What changed. A stable link to the exact node or component. No confusion about which variant or mode is in scope.

Why it changed. The intended impact stated clearly, with a pointer to evidence when it exists. An Amplitude chart. A Maze study. A user quote. Something concrete.

What happens next. Ownership, status, and acceptance criteria short enough to scan. The next person can move without asking for another clarification.

When those answers live together, alignment becomes a property of the workflow, not a meeting to schedule. QA references the same source as engineering. Documentation links back to the artifact that justified the decision. Leadership reads the narrative without asking for a separate summary.

The bridge is getting better. The journey is still broken.

Tools like Figma's MCP give agents and IDEs access to design context with higher fidelity. Less guessing, better translation from frames to code, more trustworthy assisted workflows. That's real progress.

But MCP strengthens the bridge from design to implementation. It doesn't, on its own, coordinate the full journey. The design edit that becomes an actionable ticket. The ticket that becomes a thoughtful review. The review that becomes a clean pull request. The PR that becomes documentation. The documentation that links back to the analytics confirming the decision worked.

That full chain is still mostly manual.

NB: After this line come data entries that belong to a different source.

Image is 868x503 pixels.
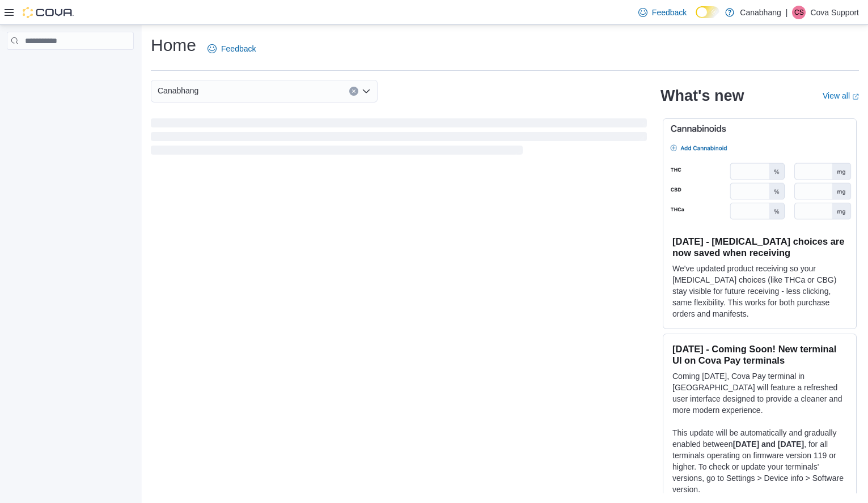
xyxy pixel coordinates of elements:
[7,52,134,79] nav: Complex example
[151,34,196,57] h1: Home
[740,6,781,20] p: Canabhang
[822,91,859,100] a: View allExternal link
[786,6,788,20] p: |
[672,236,847,258] h3: [DATE] - [MEDICAL_DATA] choices are now saved when receiving
[794,6,804,20] span: CS
[23,7,74,18] img: Cova
[696,7,719,18] input: Dark Mode
[634,1,691,24] a: Feedback
[672,371,847,416] p: Coming [DATE], Cova Pay terminal in [GEOGRAPHIC_DATA] will feature a refreshed user interface des...
[362,87,371,96] button: Open list of options
[672,427,847,495] p: This update will be automatically and gradually enabled between , for all terminals operating on ...
[349,87,358,96] button: Clear input
[696,18,696,19] span: Dark Mode
[733,440,804,448] strong: [DATE] and [DATE]
[221,43,256,54] span: Feedback
[158,84,198,98] span: Canabhang
[672,343,847,366] h3: [DATE] - Coming Soon! New terminal UI on Cova Pay terminals
[661,87,744,105] h2: What's new
[672,263,847,319] p: We've updated product receiving so your [MEDICAL_DATA] choices (like THCa or CBG) stay visible fo...
[203,37,260,60] a: Feedback
[852,93,859,100] svg: External link
[810,6,859,20] p: Cova Support
[151,121,647,157] span: Loading
[792,6,805,20] div: Cova Support
[652,7,687,18] span: Feedback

Held together by discipline, tribal knowledge, and people who remember to copy the right link into the right field.

What I think matters next

The teams that ship fastest aren't the ones with the best tools. They're the ones where context travels with the work. Where a change in one system automatically carries its diff, its rationale, and its next step into wherever the next person needs to act.

This is the problem I keep coming back to. In every design system I've built, in every product team I've worked with. The components are fine. The tokens are fine. The tooling is fine. But the story of why something changed and what to do about it gets lost between the cracks.